Now I can say yes.
Since arriving in February I have been asked three or four times a week if there have been any big storms out here on the Point. As of today I can answer in the affirmative. A surging tide washed up along the walkway (pictured left) and even into the front yard on the harbor side. Haley captured the 45 minutes or so of the biggest push.
This buzz began on Thursday night with as loud a wind as I can remember since the No Name/Perfect Storm of Halloween 1991. Beating down the windows like a drumming octopus, the wind woke me up on Thursday with a relentless thumping. It was as cool and as ominous as that moment in Jaws when the shark makes its first appearance. Even with the wind however, there was no sign of any debris the next morning and you could still see from the windows.

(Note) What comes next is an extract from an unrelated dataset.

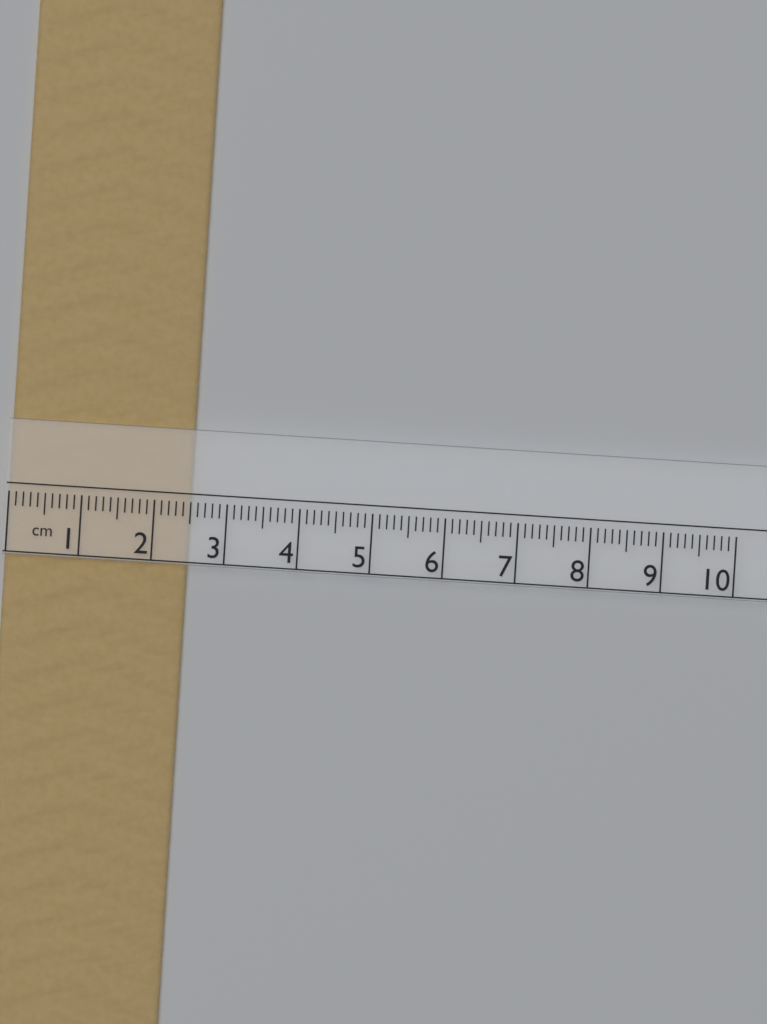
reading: 2.5 cm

Not this morning. The cars were limed with salt and the windows are as cloudy as a shaken bottle of bleach. I rinsed everything off this afternoon and came into the house only to find that my glasses, perched on the top of my head as usual, had been caught in the same spray in the time it took to spray the cars. Most of the stuff in the yard that I thought might be threatened had been tucked away earlier in the week. The couple of chairs that I had left out were blown over though and the wicker rocker we have in the yard must have done a pretty good dance to end up where it was. The same kind of wind is expected tomorrow so maybe I will get a chance to watch another episode of The Rocking Chair Waltz.
Haley, her friend Kristen, and I went out after the tide and cleaned up - it didn't take long. The Highway Department came along and cleaned up the road so cars could pass safely. There were people out checking out the waves though and when I saw one woman in her late sixties nearly break an ankles negotiating the walkway I had to do something about it.

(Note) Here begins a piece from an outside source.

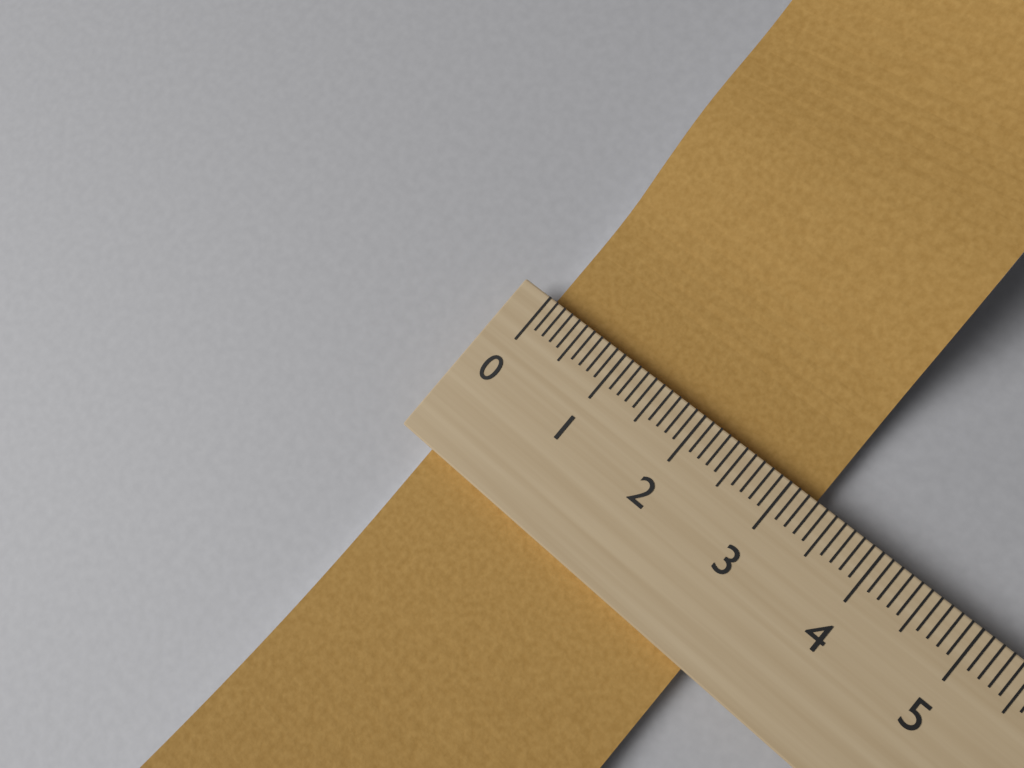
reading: 3.3 (no unit)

That kind of thing sticks with me until I fix it. We got it back in shape but another high tide is coming again tomorrow so we tried to throw the big ones toward the house and the little ones toward the ocean. Maybe tomorrow we'll only get the little ones back.
There is nothing like the power of the ocean. It rolls stones you could not pick up with a crane and tosses them with a grunt that female tennis players would envy. Five lobster traps are wrecked outside the window. Metal shredded by water and boulder and wind. Haley found a dollar in the debris which was in far better shape (all things considered) than the lobster traps. We are going to frame it as a momento. Golf balls wacked out to sea rolled up into the yard along side what could be a four foot long fence post. It is just amazing to witness and study and ponder.

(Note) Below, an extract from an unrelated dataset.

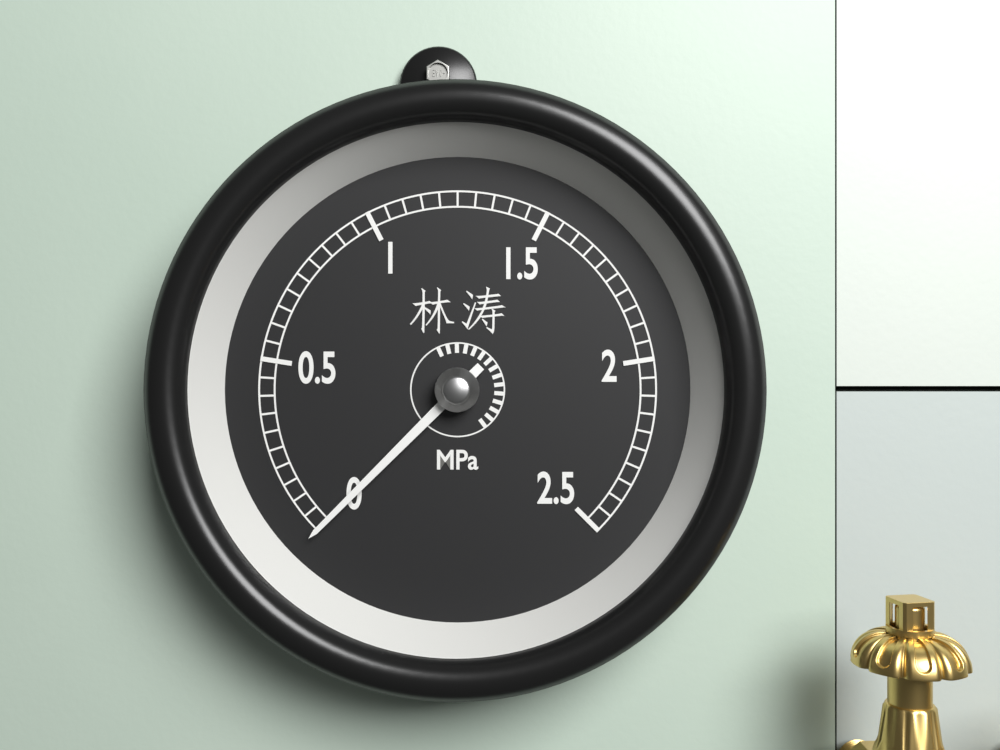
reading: 0.00 MPa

As kids we all mastered the game of Rock, Paper, Scissors. We had each gesture down and we knew the rules like we knew the sound of our mother's voice. No one ever had it explained to them; we all just knew it after one round of watching. We need to update it somehow. Somehow invent a new gesture. Something with both hands, both feet and a running start. Forget Rock, Paper, Scissors; Water trumps them all.
Oh,you found it. I dropped a dollar there one day....Cool!